Is Romney sincere in his Tea Party pitch?
By Bernie Quigley
For The Hill on 6/7/11
I’d say so.
“I’m going to insist that Washington respect the Constitution,” he told an audience up here in New Hampshire last week. He said he would “return responsibility and authority to the states for dozens of government programs – and that begins with a complete repeal of Obamacare.”
Many who claim Tea Party status have already forgotten that was/is what it is all about: Constitutional government and state sovereignty as outlined in the Tenth Amendment. But Romney was listening to Tea Party ideas as governor of Massachusetts several years before the phrase Tea Party even appeared.
And he was first to use the phrase “one size does not fit all” in opposition to federal government long before it became popular with others.
Romney inherently understands state sovereignty as it is outlined in the Constitution. He didn’t have to “re-learn” it as so many others have done. Even when gay marriage arose as a political position in Massachusetts, he used a states’ rights defense. In a speech to the Federalist Society, he said that judges should not be able to trump state legislation and that Massachusetts already has statutes governing marriage. In contrast, Michelle Bachman, pride of the Tea Party, proposed a federal solution.
His claim that when elected President he would immediately grant a waiver on Obamacare to every state is clever and offers a path to easing into a solution without chaos.
As governor of Massachusetts, Romney showed that he would learn from new ideas and that he understood the contours of change on a historic scale. He was among the first of “establishment” conservatives to support the Tea Party movement and with Sarah Palin, came forth without hesitation to support beleaguered Tea Party favorite Nikki Haley in South Carolina.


• **PROBLEM TO SOLVE**: The job is to output each record exactly as it stands, pictures excluded.

• **PROVIDED DATA**:
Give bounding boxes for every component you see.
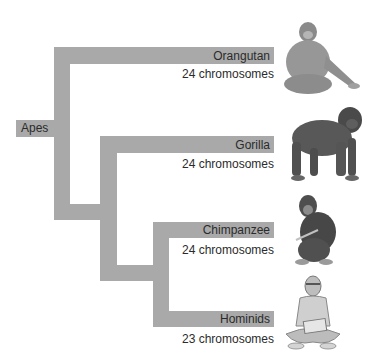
- chromosome-count-gorilla: 24 chromosomes: [154, 157, 274, 171]
- chromosome-count-hominids: 23 chromosomes: [154, 332, 274, 346]
- chimpanzee-icon: [288, 192, 348, 268]
- human-icon: [280, 272, 346, 354]
- root-node-apes: Apes: [16, 120, 56, 137]
- taxon-name-chimpanzee: Chimpanzee: [174, 222, 270, 238]
- taxon-name-gorilla: Gorilla: [174, 137, 270, 153]
- orangutan-icon: [278, 18, 362, 98]
- taxon-name-orangutan: Orangutan: [174, 48, 270, 64]
- gorilla-vertical-branch: [100, 136, 117, 281]
- chromosome-count-orangutan: 24 chromosomes: [154, 67, 274, 81]
- taxon-name-hominids: Hominids: [174, 311, 270, 327]
- chromosome-count-chimpanzee: 24 chromosomes: [154, 243, 274, 257]
- gorilla-icon: [280, 104, 368, 184]
- root-label: Apes: [21, 121, 48, 135]
- orangutan-vertical-branch: [54, 47, 70, 220]
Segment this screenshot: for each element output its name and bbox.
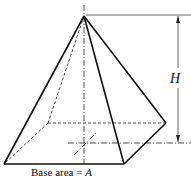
base-area-variable: A: [85, 166, 92, 178]
pyramid-diagram: H Base area = A: [0, 0, 191, 180]
height-label: H: [170, 71, 180, 87]
base-area-label: Base area = A: [31, 166, 92, 178]
base-area-text: Base area =: [31, 166, 85, 178]
pyramid-figure: [0, 0, 191, 180]
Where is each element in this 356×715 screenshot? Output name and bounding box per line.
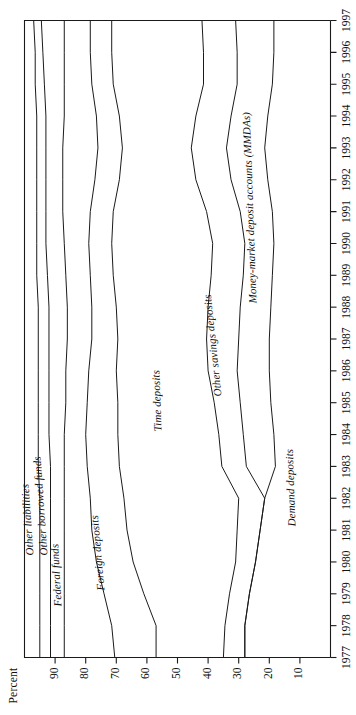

• **EXPECTED OUTPUT**:
Give bounding boxes for every component you see.
- chromosome-count-gorilla: 24 chromosomes: [154, 157, 274, 171]
- chromosome-count-hominids: 23 chromosomes: [154, 332, 274, 346]
- chimpanzee-icon: [288, 192, 348, 268]
- human-icon: [280, 272, 346, 354]
- root-node-apes: Apes: [16, 120, 56, 137]
- taxon-name-chimpanzee: Chimpanzee: [174, 222, 270, 238]
- taxon-name-gorilla: Gorilla: [174, 137, 270, 153]
- orangutan-icon: [278, 18, 362, 98]
- taxon-name-orangutan: Orangutan: [174, 48, 270, 64]
- gorilla-vertical-branch: [100, 136, 117, 281]
- chromosome-count-orangutan: 24 chromosomes: [154, 67, 274, 81]
- taxon-name-hominids: Hominids: [174, 311, 270, 327]
- chromosome-count-chimpanzee: 24 chromosomes: [154, 243, 274, 257]
- gorilla-icon: [280, 104, 368, 184]
- root-label: Apes: [21, 121, 48, 135]
- orangutan-vertical-branch: [54, 47, 70, 220]
Segment this screenshot: for each element output its name and bbox.
base-area-variable: A: [85, 166, 92, 178]
pyramid-diagram: H Base area = A: [0, 0, 191, 180]
height-label: H: [170, 71, 180, 87]
base-area-label: Base area = A: [31, 166, 92, 178]
base-area-text: Base area =: [31, 166, 85, 178]
pyramid-figure: [0, 0, 191, 180]
Where is each element in this 356×715 screenshot? Output name and bounding box per line.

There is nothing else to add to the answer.